According to web monitoring platform Downdetector, users also experienced difficulties accessing “League of Legends” and select Google and OpenAI services. Cloudflare, known for its cybersecurity infrastructure and for handling an estimated 20 percent of global internet traffic, saw its stock drop by 1.5 percent in morning trading.

Cloudflare’s chief technology officer, Dane Knecht, acknowledged the issue in a message posted on X, stating that the company had “failed our customers and the broader internet when a problem in Cloudflare network impacted large amounts of traffic that rely on us.” He confirmed that the disruption had been resolved, explaining that “a latent bug in a service underpinning our bot mitigation capability started to crash after a routine configuration change we made.”
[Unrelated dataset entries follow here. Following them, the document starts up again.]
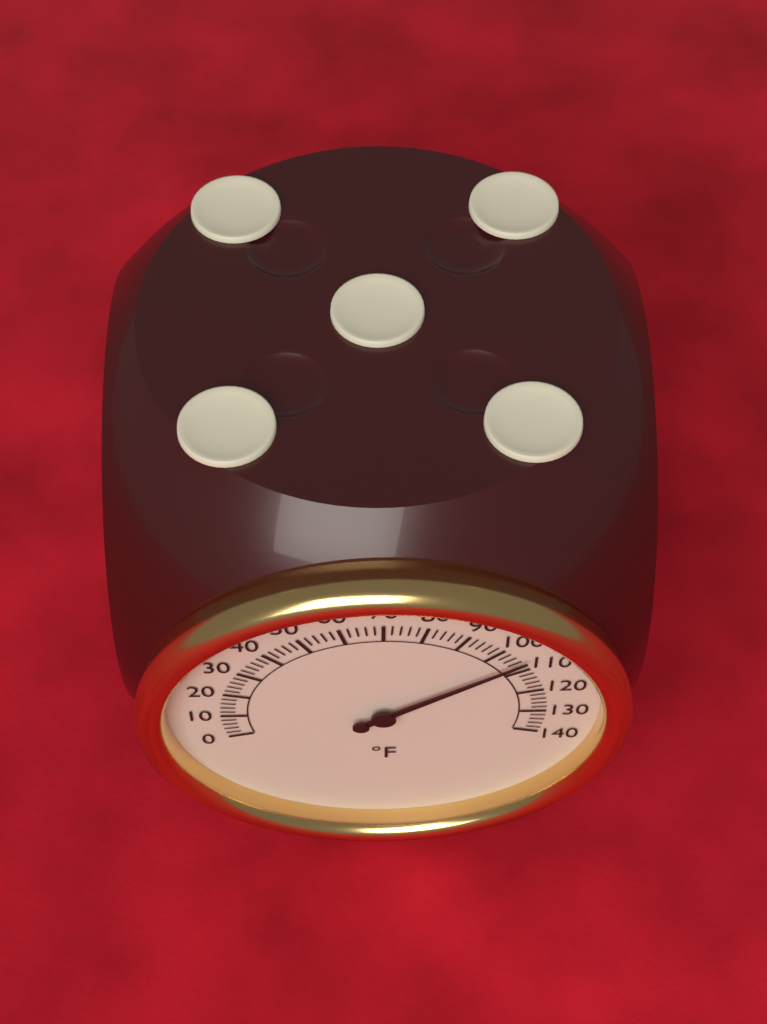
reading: 106 °F
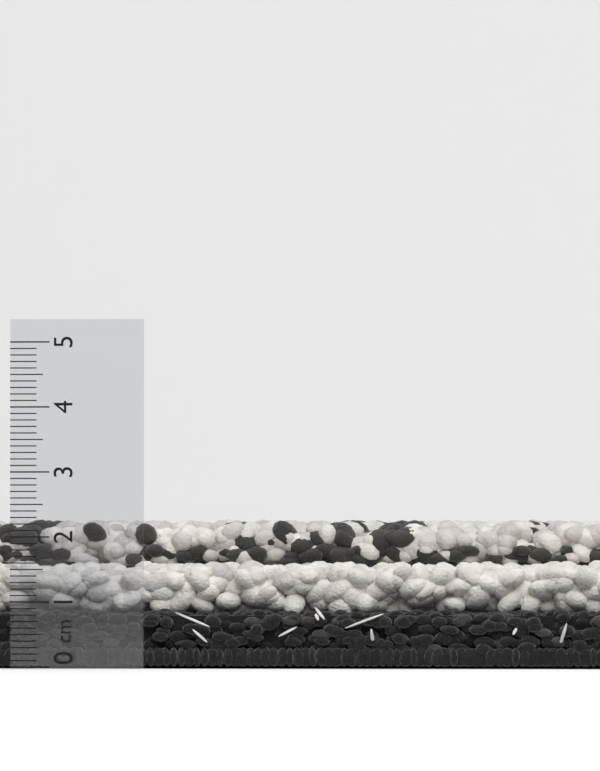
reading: 2.3 cm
Before the announcement, Cloudflare had noted “a spike in unusual traffic” affecting one of its services.
The incident echoed outages experienced by Amazon Web Services (AWS) and Microsoft’s cloud systems last month, which had similarly disrupted online services for gaming platforms, businesses, and transportation companies.

Alan Woodward, a cybersecurity professor at the University of Surrey, said the recurrence of such outages highlights the concentration of global internet infrastructure in the hands of a few dominant providers. He explained that while the size and reach of these companies allow them to serve major brands at scale, the consequences of failures can be far-reaching, describing the situation as a double-edged sword.
What you should know
The outage underscores how heavily the digital world relies on Cloudflare and other major cloud providers to keep essential services running.
While their massive infrastructure supports global connectivity, it also means that a single bug or disruption can ripple across numerous platforms at once, affecting social media, gaming networks, and AI tools used daily by millions.